I’ve written about photography before. Since then I’ve searched for ways to learn how to use my “new”, (I’ve had the it longer then anything should be sitting in a bag without being used at all), camera. It’s an Olympus Digital Camera, the E-450. I love it. What I really mean is, I’d love to love it. It looks absolutely delicious. (Strangely enough, I have a way of reducing most of my thoughts to food or color form.) The camera body is full of buttons to push and dials to turn, and it came with a great lens, (I’m assuming here), and an one-hundred and thirty-nine page instruction manual.
I’m all set, right? Well I think about that again.
I’ve looked at the manual page by page. I’ve looked at it, probably, half a dozen times. I can’t see the words because they are printed so small that a magnifying glass is necessary to see the them at all. The diagrams and photographs are small too, and they blur into smudge-like patches.
So I bought a book. It’s a great book, it really is, but it’s for people who already know something about digital cameras. Even though the author assures his reader’s that they’ll make better pictures because of what he has written it doesn’t solve for me the questions of exactly what to do with the buttons and dials, or at least the when and the why of them. Those passages are much too general for me right now. I’m certain that when I know what I’m doing I’ll appreciate this book.
But not yet.
So I went back to the instruction manual, tried to, but still couldn't read the words or make sense of the helpful diagrams and photographs. Then I searched the internet looking for a copy of the manual to download so that I could print it out in a larger format. I was fortunate and found it. I downloaded the manual to Acrobat Reader, and printed it off in full page form, utilizing the print-on-both-sides option of my printer, onto three-hole punched paper. I put the now easily readable camera manual into a three ring binder. It’s much better now, of course, but there is still too much information for me to sort out or to digest. The instructions are, over all, quite good. But the doing of it is another thing. They’re just too much for me yet.
I searched on Amazon again and found a book published in Kindle form. I downloaded it thinking the book will be great for taking along when I’m finally ready to set out on wonderful, enjoyable, and productive photography jaunts. It’s a good book, I'm sure it is, but there is still too much in this book to digest. I know the Kindle form will come in handy later as I envisioned it would, but I’m not ready. Not yet.
Back to Amazon. I found a book that looks promising. (I’ve got books, folks. I think there’s got to be a book for everything I want to do including learning how to use a Single Reflex Lens Digital camera.) I located one that seems to be basic. I went ahead and bought it. This time I faced facts and lowered my expectations. The book title is the “Digital Photography Workbook for Dummies, with more than 100 step-by-step tasks in FULL COLOR!”, by Doug Sahlin.
I’m not too proud to use a book written for dummies. I’m not crazy about the word dummy, but it does a good job summing up the situation I find myself in. This book gives the reader clear step-by-step instructions, beginning with essential operations of the camera, as assignments, then pulls the photographer along into more camera operations, almost, it seems from what I am reading, so gradually that digital photography looks like a virtually painless operation to me.
I should have remembered that I have problems with masses of instructions, and that following step-by-step instructions is the best learning method for me. Once I have learned something, strangely enough, I can teach what I now know to almost anyone. It might be because the concentration and struggle it takes for me to learn something makes it easy and natural to pay it forward.
The second half of the “Digital Photography Workbook for Dummies” concentrates on how to use Photoshop Elements to manipulate the photographer’s now wonderful photographs into something even better.
I’ll wait to buy that software. I’ve already spent much too much money on photography books.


• [Work item] Could you write out each entry exactly as it reads?

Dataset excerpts
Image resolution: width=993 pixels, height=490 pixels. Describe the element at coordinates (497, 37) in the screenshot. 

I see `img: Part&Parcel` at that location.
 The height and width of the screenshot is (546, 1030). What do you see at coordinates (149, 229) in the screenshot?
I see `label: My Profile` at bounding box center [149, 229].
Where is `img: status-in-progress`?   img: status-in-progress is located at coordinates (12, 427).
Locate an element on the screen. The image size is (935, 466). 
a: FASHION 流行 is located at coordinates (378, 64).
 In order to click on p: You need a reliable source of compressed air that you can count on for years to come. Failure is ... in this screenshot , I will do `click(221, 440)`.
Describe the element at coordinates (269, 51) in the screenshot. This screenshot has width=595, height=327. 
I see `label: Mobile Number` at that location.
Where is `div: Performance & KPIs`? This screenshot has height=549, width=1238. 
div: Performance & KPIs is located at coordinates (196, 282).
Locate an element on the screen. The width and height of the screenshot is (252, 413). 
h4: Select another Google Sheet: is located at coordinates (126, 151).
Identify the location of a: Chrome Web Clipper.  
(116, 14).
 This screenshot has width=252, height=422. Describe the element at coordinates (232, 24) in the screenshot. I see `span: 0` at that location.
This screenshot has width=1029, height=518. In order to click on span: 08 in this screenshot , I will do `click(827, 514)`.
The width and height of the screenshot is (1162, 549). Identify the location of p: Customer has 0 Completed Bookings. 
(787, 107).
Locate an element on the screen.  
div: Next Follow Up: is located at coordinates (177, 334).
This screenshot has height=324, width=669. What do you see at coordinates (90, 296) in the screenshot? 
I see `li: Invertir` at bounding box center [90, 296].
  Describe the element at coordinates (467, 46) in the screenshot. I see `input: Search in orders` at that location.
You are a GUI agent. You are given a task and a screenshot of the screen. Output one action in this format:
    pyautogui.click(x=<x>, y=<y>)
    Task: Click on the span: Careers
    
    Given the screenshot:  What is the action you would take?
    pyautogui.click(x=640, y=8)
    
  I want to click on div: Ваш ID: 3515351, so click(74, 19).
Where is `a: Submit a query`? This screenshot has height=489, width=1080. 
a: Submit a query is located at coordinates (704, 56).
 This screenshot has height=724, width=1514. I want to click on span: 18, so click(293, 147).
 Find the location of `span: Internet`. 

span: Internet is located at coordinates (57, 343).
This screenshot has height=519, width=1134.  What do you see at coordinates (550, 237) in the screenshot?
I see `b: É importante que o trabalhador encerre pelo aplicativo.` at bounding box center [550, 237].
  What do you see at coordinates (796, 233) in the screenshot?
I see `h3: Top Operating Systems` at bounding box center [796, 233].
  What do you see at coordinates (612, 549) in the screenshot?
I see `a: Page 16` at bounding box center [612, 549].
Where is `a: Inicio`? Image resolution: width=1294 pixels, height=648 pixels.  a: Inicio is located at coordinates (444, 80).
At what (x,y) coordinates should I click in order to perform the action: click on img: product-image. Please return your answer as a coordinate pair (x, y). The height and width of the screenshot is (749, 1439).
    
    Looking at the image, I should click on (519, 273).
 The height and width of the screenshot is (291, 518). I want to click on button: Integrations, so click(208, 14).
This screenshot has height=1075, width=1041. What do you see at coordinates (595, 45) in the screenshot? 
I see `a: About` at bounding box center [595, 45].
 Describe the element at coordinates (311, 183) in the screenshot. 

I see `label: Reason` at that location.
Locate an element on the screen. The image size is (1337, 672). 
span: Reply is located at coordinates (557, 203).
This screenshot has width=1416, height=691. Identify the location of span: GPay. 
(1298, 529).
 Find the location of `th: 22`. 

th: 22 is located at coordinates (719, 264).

• [Output of the task]
Image resolution: width=993 pixels, height=490 pixels. Describe the element at coordinates (497, 37) in the screenshot. 

I see `img: Part&Parcel` at that location.
 The height and width of the screenshot is (546, 1030). What do you see at coordinates (149, 229) in the screenshot?
I see `label: My Profile` at bounding box center [149, 229].
Where is `img: status-in-progress`?   img: status-in-progress is located at coordinates (12, 427).
Locate an element on the screen. The image size is (935, 466). 
a: FASHION 流行 is located at coordinates (378, 64).
 In order to click on p: You need a reliable source of compressed air that you can count on for years to come. Failure is ... in this screenshot , I will do `click(221, 440)`.
Describe the element at coordinates (269, 51) in the screenshot. This screenshot has width=595, height=327. 
I see `label: Mobile Number` at that location.
Where is `div: Performance & KPIs`? This screenshot has height=549, width=1238. 
div: Performance & KPIs is located at coordinates (196, 282).
Locate an element on the screen. The width and height of the screenshot is (252, 413). 
h4: Select another Google Sheet: is located at coordinates (126, 151).
Identify the location of a: Chrome Web Clipper.  
(116, 14).
 This screenshot has width=252, height=422. Describe the element at coordinates (232, 24) in the screenshot. I see `span: 0` at that location.
This screenshot has width=1029, height=518. In order to click on span: 08 in this screenshot , I will do `click(827, 514)`.
The width and height of the screenshot is (1162, 549). Identify the location of p: Customer has 0 Completed Bookings. 
(787, 107).
Locate an element on the screen.  
div: Next Follow Up: is located at coordinates (177, 334).
This screenshot has height=324, width=669. What do you see at coordinates (90, 296) in the screenshot? 
I see `li: Invertir` at bounding box center [90, 296].
  Describe the element at coordinates (467, 46) in the screenshot. I see `input: Search in orders` at that location.
You are a GUI agent. You are given a task and a screenshot of the screen. Output one action in this format:
    pyautogui.click(x=<x>, y=<y>)
    Task: Click on the span: Careers
    
    Given the screenshot:  What is the action you would take?
    pyautogui.click(x=640, y=8)
    
  I want to click on div: Ваш ID: 3515351, so click(74, 19).
Where is `a: Submit a query`? This screenshot has height=489, width=1080. 
a: Submit a query is located at coordinates (704, 56).
 This screenshot has height=724, width=1514. I want to click on span: 18, so click(293, 147).
 Find the location of `span: Internet`. 

span: Internet is located at coordinates (57, 343).
This screenshot has height=519, width=1134.  What do you see at coordinates (550, 237) in the screenshot?
I see `b: É importante que o trabalhador encerre pelo aplicativo.` at bounding box center [550, 237].
  What do you see at coordinates (796, 233) in the screenshot?
I see `h3: Top Operating Systems` at bounding box center [796, 233].
  What do you see at coordinates (612, 549) in the screenshot?
I see `a: Page 16` at bounding box center [612, 549].
Where is `a: Inicio`? Image resolution: width=1294 pixels, height=648 pixels.  a: Inicio is located at coordinates (444, 80).
At what (x,y) coordinates should I click in order to perform the action: click on img: product-image. Please return your answer as a coordinate pair (x, y). The height and width of the screenshot is (749, 1439).
    
    Looking at the image, I should click on (519, 273).
 The height and width of the screenshot is (291, 518). I want to click on button: Integrations, so click(208, 14).
This screenshot has height=1075, width=1041. What do you see at coordinates (595, 45) in the screenshot? 
I see `a: About` at bounding box center [595, 45].
 Describe the element at coordinates (311, 183) in the screenshot. 

I see `label: Reason` at that location.
Locate an element on the screen. The image size is (1337, 672). 
span: Reply is located at coordinates (557, 203).
This screenshot has width=1416, height=691. Identify the location of span: GPay. 
(1298, 529).
 Find the location of `th: 22`. 

th: 22 is located at coordinates (719, 264).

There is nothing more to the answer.